ChatGPT says: Alliance Theory treats the Arab Spring less as a spontaneous uprising for abstract ideals and more as a coordinated breakdown and re-formation of alliances.
Start with alliance collapse at the top. Most Arab Spring states were ruled by narrow elite coalitions built on security services, patronage networks, and tacit deals with key social blocs. These regimes did not fall because the masses suddenly discovered liberalism. They fell when crucial insiders stopped believing the ruling alliance could protect them. Once police, military units, business elites, or regional power brokers hesitated, the regime’s credibility evaporated.
Next is mass mobilization as alliance signaling. Protesters were not just expressing grievances. They were signaling to fence-sitters that a new coalition might be viable. Large crowds in public squares were a credibility test. If enough people show up and keep showing up, insiders infer that repression may fail and that defection could be safer than loyalty.
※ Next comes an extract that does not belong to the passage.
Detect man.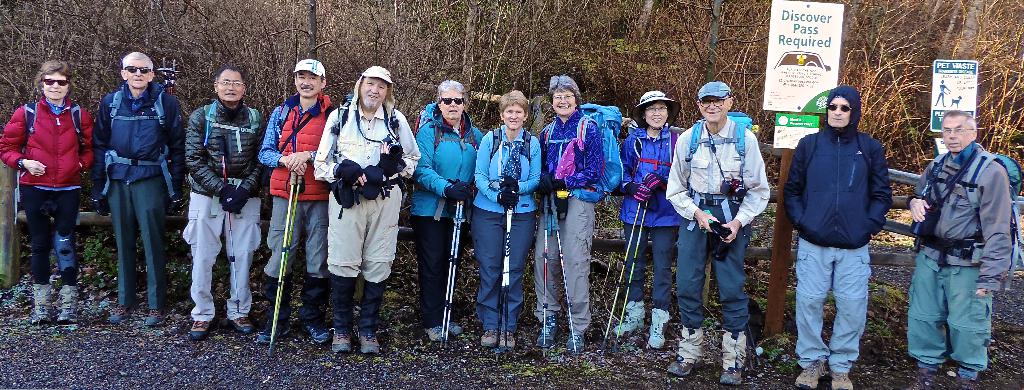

Social media mattered as an alliance accelerator, not a cause. Facebook and Twitter lowered the cost of coordination and made alliance size legible. They did not create dissent. They made dissent visible enough that elites could no longer pretend it was marginal.
Then comes the key divergence: who controls violence. Alliance Theory predicts that revolutions succeed only when control of organized force shifts. Tunisia worked because the military refused to fully back the regime. Egypt half-worked because the military abandoned Mubarak but kept the system. Syria failed catastrophically because the ruling alliance retained enough coercive unity to survive, even at enormous cost.
After regime collapse comes alliance failure, not democratic failure. Many Arab Spring outcomes disappointed observers because the post-revolution coalitions were thin and incoherent. Protest alliances are broad but shallow. Governing alliances must be narrow and disciplined. Islamist groups often won early because they already had dense, trust-based networks. Liberals had visibility but weak organizational depth.
Finally, external alliances mattered more than ideology. Gulf money, Western tolerance, Russian and Iranian backing, and regional rivalries shaped which coalitions could survive. No regime fell or survived in isolation. Each was embedded in a wider alliance market.
Bottom line. The Arab Spring was not a unified democratic awakening. It was a region-wide stress test of ruling alliances under economic strain, demographic pressure, and information shocks. Where elite coalitions fractured and violence control shifted, regimes fell. Where they held, repression prevailed. Where new governing alliances failed to consolidate, chaos followed.